June 18, 2025 • 3 min read
Only 15% of Leaders Aim to Be at the Forefront of AI-Driven CX — Qualtrics + McKinsey Report

CEO & Founder
June 18, 2025

A new report from Qualtrics and McKinsey puts hard numbers behind what CX leaders have felt for years: AI isn’t just enhancing customer experience—it’s redefining it. But while 77% of executives say CX is a top priority, only 15% are positioning themselves to lead in the AI-powered future. This gap between urgency and action is where competitive advantage is being won—or lost.
📊 Key Findings from the Report:
$860B Value Opportunity: AI-enabled CX could drive up to $860B annually in EBITDA across B2B and B2C sectors.
Massive CX Prioritization, But…: 77% of executives say CX is a top priority — yet loyalty is declining.
Only 15% Aspire to Lead: Just 15% of execs aim to be at the forefront of AI-driven business transformation.
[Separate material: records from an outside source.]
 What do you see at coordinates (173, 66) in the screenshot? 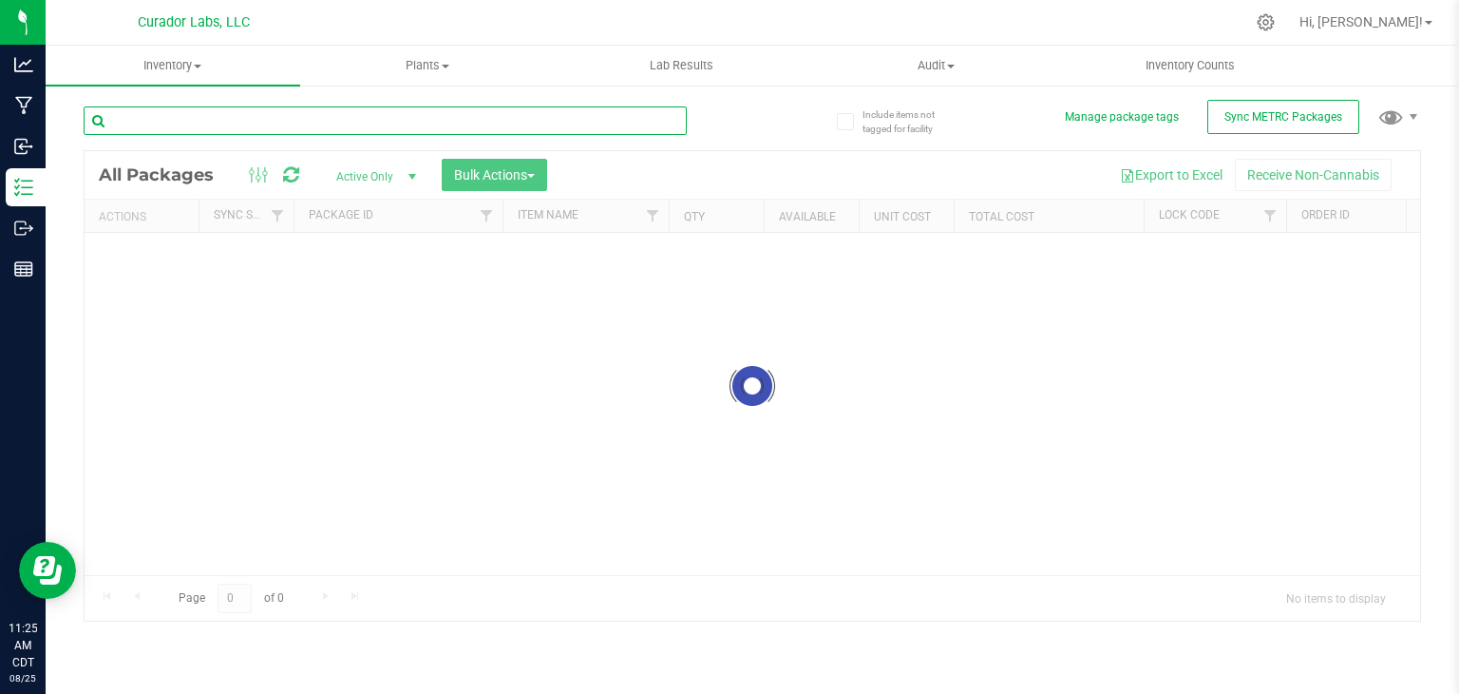
I see `span: Inventory` at bounding box center [173, 66].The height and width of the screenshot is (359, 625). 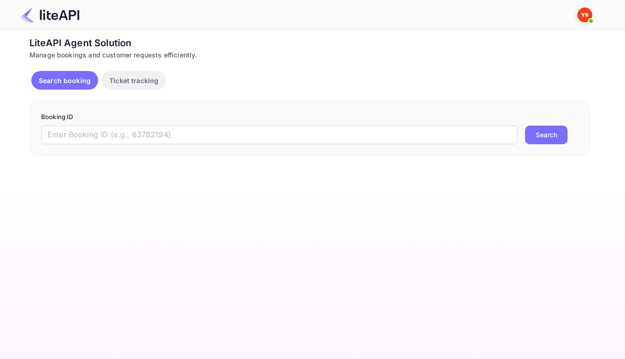 I want to click on p: Search booking, so click(x=64, y=80).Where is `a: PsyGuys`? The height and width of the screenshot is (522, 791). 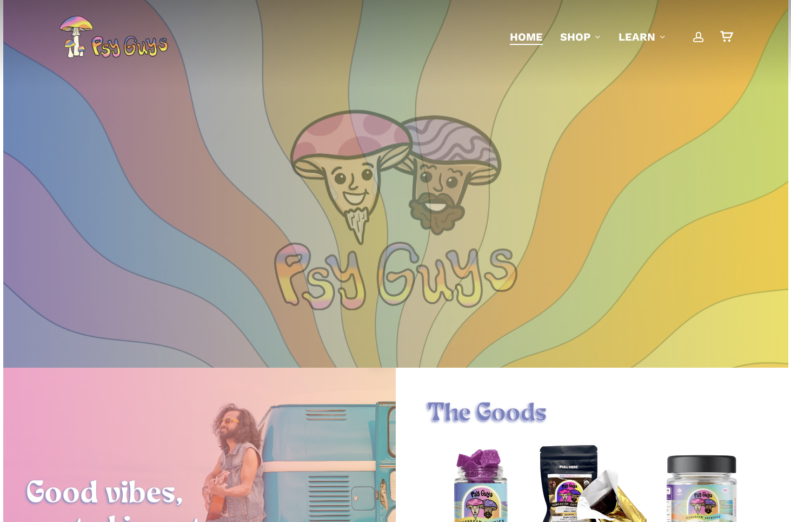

Market Share Growth Tied to CX: Companies prioritizing CX are 2.4x more likely to report gaining market share.
AI Momentum Building Fast: 84% expect measurable AI impact within five years; half within two.
CX Transformation Requires AI Maturity: Systematic AI implementation—not pilots—drives sustainable competitive advantage.
Agentic AI Is Coming: The next evolution goes beyond chatbots—toward AI agents that orchestrate decisions autonomously.
The CXF Take:
This report from Qualtrics and McKinsey lays bare a growing gap: ambition versus action. Executives understand AI’s transformative potential in CX — but few are moving with the urgency the market demands.
The $860B signal is clear: value creation is happening across three vectors — productivity, growth, and cost-to-serve. But here’s what too many leaders are missing: the compounding nature of AI. Unlike traditional tech, AI learns and scales. Early movers aren’t just improving—they’re accelerating.
What CXF sees on the front lines:
Companies still silo AI initiatives — running proof-of-concepts that never escape pilot purgatory.
Organizational inertia is real, especially when AI challenges legacy power structures.
Success belongs to operators who treat AI not as a tool—but as an operating system for experience.
The leap to agentic AI—intelligent systems that operate independently and adapt in real-time—will separate the next decade’s winners from the rest. Most brands will still be refining their feedback loops. Leaders? They’ll have agents that orchestrate, resolve, and optimize—before a human even logs in.